When I was little, I was stuck in a bubble. I didn’t know what was going on in the world, because I was a child, obviously. I didn’t have a clue about anything happening outside of my little world. Why wouldn’t everything be OK? Why wouldn’t there be peace and happiness?
Even as I grew older and learned about past wars and conflicts and ugly things in my history classes, that bubble was still there. Because they were in my textbooks and being taught to me as part of the past, my brain couldn’t comprehend that there might still be some shred of these things in current society. Because I wasn’t facing anything like that in my life, clearly that meant it didn’t exist anymore.
Throughout your childhood, you’re taught that this is the land of the free and home of the brave. It’s ingrained into your mind from day one that this is the greatest country on the planet and nothing else can ever live up to it or change it. You’re taught to glorify white American history. And that’s all nice and fun to believe when you’re a kid living in that bubble.
But one day that bubble popped, and I realized just about everything I had ever learned was a lie. America, the land given to us by our forefathers, was created on the blood of Native Americans, who kept getting their lands stolen away and culture stomped upon until they were almost erased altogether. The racism I thought was conquered by Martin Luther King, Jr. is still an all-too-prevalent problem in today’s society. The sexist attitude towards women that leaves them marginalized, underpaid, unable to have the right of their own choices and autonomy over their own bodies, and with threats of violence against them has never been conquered. There is rampant homophobia and transphobia that leaves millions of people unable to feel comfortable or safe being themselves. Millions of people are likely being denied access to health care and possibly being left to die. Money-grabbing corporations are looking out only to better themselves and not the American people.
This country is spiraling to shambles. You’d have to be in the exact right and incredibly privileged situation to try to deny it. Even if the current problems do not affect you, they still exist, and they affect millions of people. The fact that people have to work multiple jobs to get by or that medical bills can completely cripple someone’s financial situation to the point where they decide to go without health care or that people have to go through the discrimination and violence and marginalization they do is disgusting and heartbreaking.
I’ll admit that I’m no expert here. I’ve turned a blind eye to news stories and some important information because it scares the hell out of me. These things are happening and I don’t want to look at it. I know I should, because it’s incredibly important. But all the same, sometimes I just want to give up. Because if a country can vote into power a man who advocates banning an entire group of people from entering the country based on their religion and separates them from their loved ones and homes from days on end, and a man who decides a transgender person is unfit for the military despite their will to serve, then sometimes I don’t know if this country is worth fighting to save.
There is no justice here. Nothing is fair. People are cruel and hateful. But we can make our own justice. Admittedly, things look incredibly grim, and I can’t see the light at the end of the tunnel. But I know it’s there. God, I want to be there. But we have to fight to be able to keep going and get there. I know I haven’t done enough, and I know I need to be better. It’s the little things that we do in our everyday lives that help fight back against the land of the privileged and home of the heartless.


- _WHAT YOU NEED TO DO_
Straight copy, no pictures: transcribe each entry as it stands.

═══ SOURCE INFORMATION ═══

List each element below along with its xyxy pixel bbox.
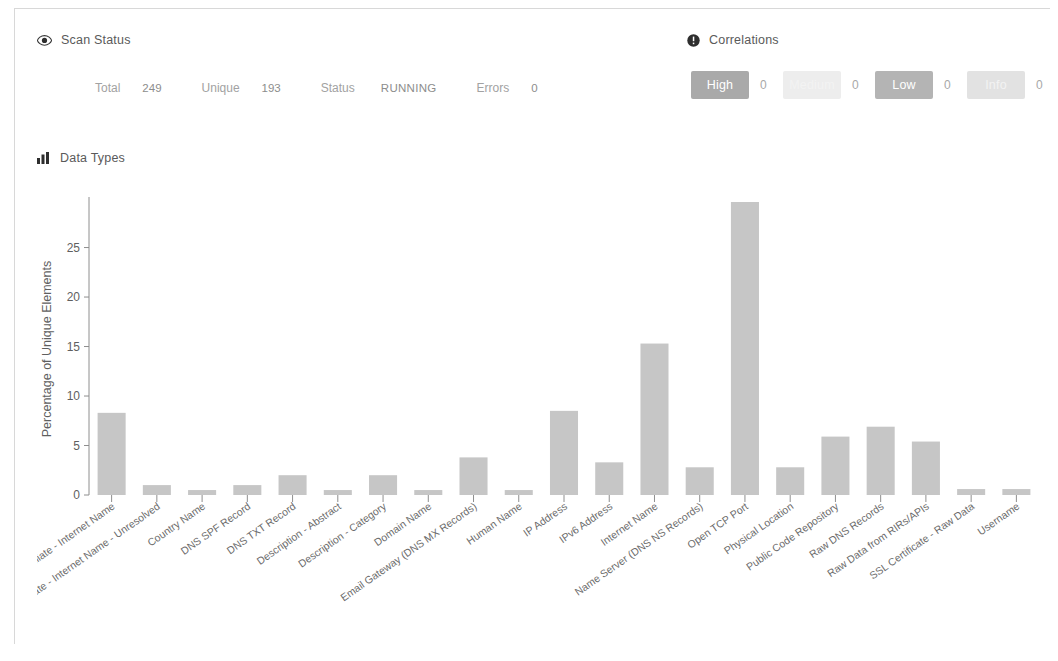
correlation-high-badge[interactable]: High bbox=[691, 71, 749, 99]
bar bbox=[414, 490, 442, 495]
correlations-badges: High 0 Medium 0 Low 0 Info 0 bbox=[691, 71, 1046, 99]
stat-errors-label: Errors bbox=[477, 81, 510, 95]
correlations-title: Correlations bbox=[709, 33, 779, 47]
bar bbox=[731, 202, 759, 495]
correlation-info[interactable]: Info 0 bbox=[967, 71, 1046, 99]
bar bbox=[776, 467, 804, 495]
stat-total-value: 249 bbox=[142, 82, 161, 94]
correlations-header: Correlations bbox=[687, 33, 779, 47]
bar bbox=[550, 411, 578, 495]
correlation-medium[interactable]: Medium 0 bbox=[783, 71, 862, 99]
bar-chart-svg: 0510152025Percentage of Unique ElementsA… bbox=[37, 189, 1043, 644]
summary-card: Scan Status Total 249 Unique 193 Status … bbox=[14, 8, 1050, 644]
y-tick-label: 5 bbox=[73, 439, 80, 453]
scan-status-title: Scan Status bbox=[61, 33, 131, 47]
bar bbox=[595, 462, 623, 495]
bar bbox=[369, 475, 397, 495]
correlation-low[interactable]: Low 0 bbox=[875, 71, 954, 99]
bar bbox=[867, 427, 895, 495]
y-axis-label: Percentage of Unique Elements bbox=[40, 261, 54, 438]
correlation-low-badge[interactable]: Low bbox=[875, 71, 933, 99]
bar bbox=[1002, 489, 1030, 495]
correlation-medium-badge[interactable]: Medium bbox=[783, 71, 841, 99]
exclamation-circle-icon bbox=[687, 34, 700, 47]
stat-total-label: Total bbox=[95, 81, 120, 95]
stat-status-label: Status bbox=[321, 81, 355, 95]
correlation-info-badge[interactable]: Info bbox=[967, 71, 1025, 99]
bar bbox=[143, 485, 171, 495]
correlation-high[interactable]: High 0 bbox=[691, 71, 770, 99]
bar bbox=[686, 467, 714, 495]
bar bbox=[98, 413, 126, 495]
data-types-header: Data Types bbox=[37, 151, 125, 165]
data-types-chart: 0510152025Percentage of Unique ElementsA… bbox=[37, 189, 1043, 644]
bar bbox=[957, 489, 985, 495]
bar bbox=[233, 485, 261, 495]
stat-status: Status RUNNING bbox=[321, 81, 437, 95]
y-tick-label: 25 bbox=[67, 241, 81, 255]
stat-unique-label: Unique bbox=[202, 81, 240, 95]
correlation-high-count: 0 bbox=[760, 78, 770, 92]
data-types-title: Data Types bbox=[60, 151, 125, 165]
bar bbox=[324, 490, 352, 495]
eye-icon bbox=[37, 35, 52, 46]
bar-chart-icon bbox=[37, 152, 51, 164]
y-tick-label: 15 bbox=[67, 340, 81, 354]
bar bbox=[912, 442, 940, 495]
scan-summary-page: Scan Status Total 249 Unique 193 Status … bbox=[0, 0, 1058, 661]
x-tick-label: Username bbox=[975, 500, 1022, 538]
stat-unique: Unique 193 bbox=[202, 81, 281, 95]
correlation-info-count: 0 bbox=[1036, 78, 1046, 92]
y-tick-label: 0 bbox=[73, 488, 80, 502]
stat-errors: Errors 0 bbox=[477, 81, 538, 95]
stat-total: Total 249 bbox=[95, 81, 162, 95]
stat-errors-value: 0 bbox=[531, 82, 537, 94]
bar bbox=[460, 457, 488, 495]
scan-status-header: Scan Status bbox=[37, 33, 131, 47]
bar bbox=[505, 490, 533, 495]
stat-status-value: RUNNING bbox=[381, 82, 437, 94]
bar bbox=[640, 344, 668, 495]
y-tick-label: 20 bbox=[67, 290, 81, 304]
bar bbox=[279, 475, 307, 495]
bar bbox=[821, 437, 849, 495]
scan-status-stats: Total 249 Unique 193 Status RUNNING Erro… bbox=[95, 81, 538, 95]
correlation-medium-count: 0 bbox=[852, 78, 862, 92]
y-tick-label: 10 bbox=[67, 389, 81, 403]
x-tick-label: Raw DNS Records bbox=[807, 500, 886, 560]
stat-unique-value: 193 bbox=[262, 82, 281, 94]
correlation-low-count: 0 bbox=[944, 78, 954, 92]
bar bbox=[188, 490, 216, 495]
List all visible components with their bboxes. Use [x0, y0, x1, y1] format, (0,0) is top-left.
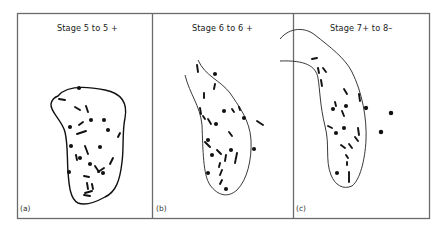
boundary-outline-b: [185, 60, 251, 195]
panel-title-b: Stage 6 to 6 +: [192, 23, 253, 33]
panel-label-b: (b): [156, 204, 167, 213]
figure: Stage 5 to 5 + Stage 6 to 6 + Stage 7+ t…: [0, 0, 434, 231]
panel-label-a: (a): [20, 204, 30, 213]
panel-frame: [18, 14, 430, 219]
panel-title-a: Stage 5 to 5 +: [57, 23, 118, 33]
movement-marks-b: [197, 65, 263, 190]
figure-canvas: [0, 0, 434, 231]
panel-title-c: Stage 7+ to 8–: [330, 23, 392, 33]
panel-label-c: (c): [296, 204, 306, 213]
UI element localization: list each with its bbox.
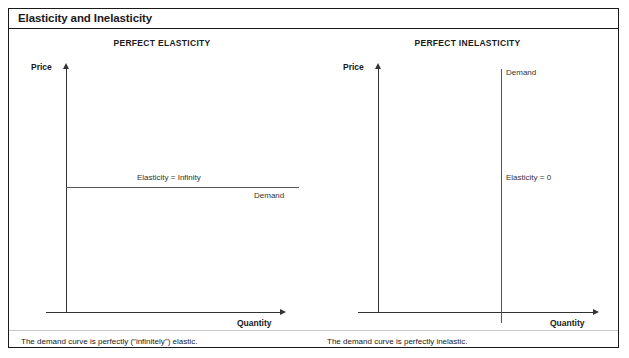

═══

- _TASK RESPONSE_
List each element below along with its xyxy pixel bbox.
correlation-high-badge[interactable]: High bbox=[691, 71, 749, 99]
bar bbox=[414, 490, 442, 495]
correlations-badges: High 0 Medium 0 Low 0 Info 0 bbox=[691, 71, 1046, 99]
stat-errors-label: Errors bbox=[477, 81, 510, 95]
correlations-title: Correlations bbox=[709, 33, 779, 47]
bar bbox=[731, 202, 759, 495]
correlation-info[interactable]: Info 0 bbox=[967, 71, 1046, 99]
bar bbox=[776, 467, 804, 495]
stat-total-value: 249 bbox=[142, 82, 161, 94]
correlations-header: Correlations bbox=[687, 33, 779, 47]
bar bbox=[550, 411, 578, 495]
correlation-medium[interactable]: Medium 0 bbox=[783, 71, 862, 99]
bar-chart-svg: 0510152025Percentage of Unique ElementsA… bbox=[37, 189, 1043, 644]
summary-card: Scan Status Total 249 Unique 193 Status … bbox=[14, 8, 1050, 644]
y-tick-label: 5 bbox=[73, 439, 80, 453]
scan-status-title: Scan Status bbox=[61, 33, 131, 47]
bar bbox=[595, 462, 623, 495]
bar bbox=[369, 475, 397, 495]
correlation-low[interactable]: Low 0 bbox=[875, 71, 954, 99]
bar bbox=[867, 427, 895, 495]
y-axis-label: Percentage of Unique Elements bbox=[40, 261, 54, 438]
correlation-low-badge[interactable]: Low bbox=[875, 71, 933, 99]
bar bbox=[1002, 489, 1030, 495]
correlation-medium-badge[interactable]: Medium bbox=[783, 71, 841, 99]
exclamation-circle-icon bbox=[687, 34, 700, 47]
stat-total-label: Total bbox=[95, 81, 120, 95]
stat-status-label: Status bbox=[321, 81, 355, 95]
correlation-info-badge[interactable]: Info bbox=[967, 71, 1025, 99]
bar bbox=[143, 485, 171, 495]
correlation-high[interactable]: High 0 bbox=[691, 71, 770, 99]
bar bbox=[686, 467, 714, 495]
bar bbox=[98, 413, 126, 495]
data-types-header: Data Types bbox=[37, 151, 125, 165]
data-types-chart: 0510152025Percentage of Unique ElementsA… bbox=[37, 189, 1043, 644]
bar bbox=[957, 489, 985, 495]
bar bbox=[233, 485, 261, 495]
stat-status: Status RUNNING bbox=[321, 81, 437, 95]
y-tick-label: 25 bbox=[67, 241, 81, 255]
stat-unique-label: Unique bbox=[202, 81, 240, 95]
correlation-high-count: 0 bbox=[760, 78, 770, 92]
data-types-title: Data Types bbox=[60, 151, 125, 165]
bar bbox=[324, 490, 352, 495]
eye-icon bbox=[37, 35, 52, 46]
bar-chart-icon bbox=[37, 152, 51, 164]
y-tick-label: 15 bbox=[67, 340, 81, 354]
bar bbox=[912, 442, 940, 495]
scan-summary-page: Scan Status Total 249 Unique 193 Status … bbox=[0, 0, 1058, 661]
x-tick-label: Username bbox=[975, 500, 1022, 538]
stat-unique: Unique 193 bbox=[202, 81, 281, 95]
correlation-info-count: 0 bbox=[1036, 78, 1046, 92]
y-tick-label: 0 bbox=[73, 488, 80, 502]
stat-errors: Errors 0 bbox=[477, 81, 538, 95]
stat-total: Total 249 bbox=[95, 81, 162, 95]
stat-errors-value: 0 bbox=[531, 82, 537, 94]
bar bbox=[460, 457, 488, 495]
scan-status-header: Scan Status bbox=[37, 33, 131, 47]
bar bbox=[505, 490, 533, 495]
stat-status-value: RUNNING bbox=[381, 82, 437, 94]
bar bbox=[640, 344, 668, 495]
y-tick-label: 20 bbox=[67, 290, 81, 304]
bar bbox=[279, 475, 307, 495]
bar bbox=[821, 437, 849, 495]
scan-status-stats: Total 249 Unique 193 Status RUNNING Erro… bbox=[95, 81, 538, 95]
correlation-medium-count: 0 bbox=[852, 78, 862, 92]
y-tick-label: 10 bbox=[67, 389, 81, 403]
x-tick-label: Raw DNS Records bbox=[807, 500, 886, 560]
stat-unique-value: 193 bbox=[262, 82, 281, 94]
correlation-low-count: 0 bbox=[944, 78, 954, 92]
bar bbox=[188, 490, 216, 495]
List all visible components with their bboxes. Use [x0, y0, x1, y1] format, (0,0) is top-left.
boundary-outline-b: [185, 60, 251, 195]
panel-title-b: Stage 6 to 6 +: [192, 23, 253, 33]
panel-label-b: (b): [156, 204, 167, 213]
figure: Stage 5 to 5 + Stage 6 to 6 + Stage 7+ t…: [0, 0, 434, 231]
panel-label-a: (a): [20, 204, 30, 213]
panel-frame: [18, 14, 430, 219]
panel-title-a: Stage 5 to 5 +: [57, 23, 118, 33]
movement-marks-b: [197, 65, 263, 190]
figure-canvas: [0, 0, 434, 231]
panel-title-c: Stage 7+ to 8–: [330, 23, 392, 33]
panel-label-c: (c): [296, 204, 306, 213]
UI element localization: list each with its bbox.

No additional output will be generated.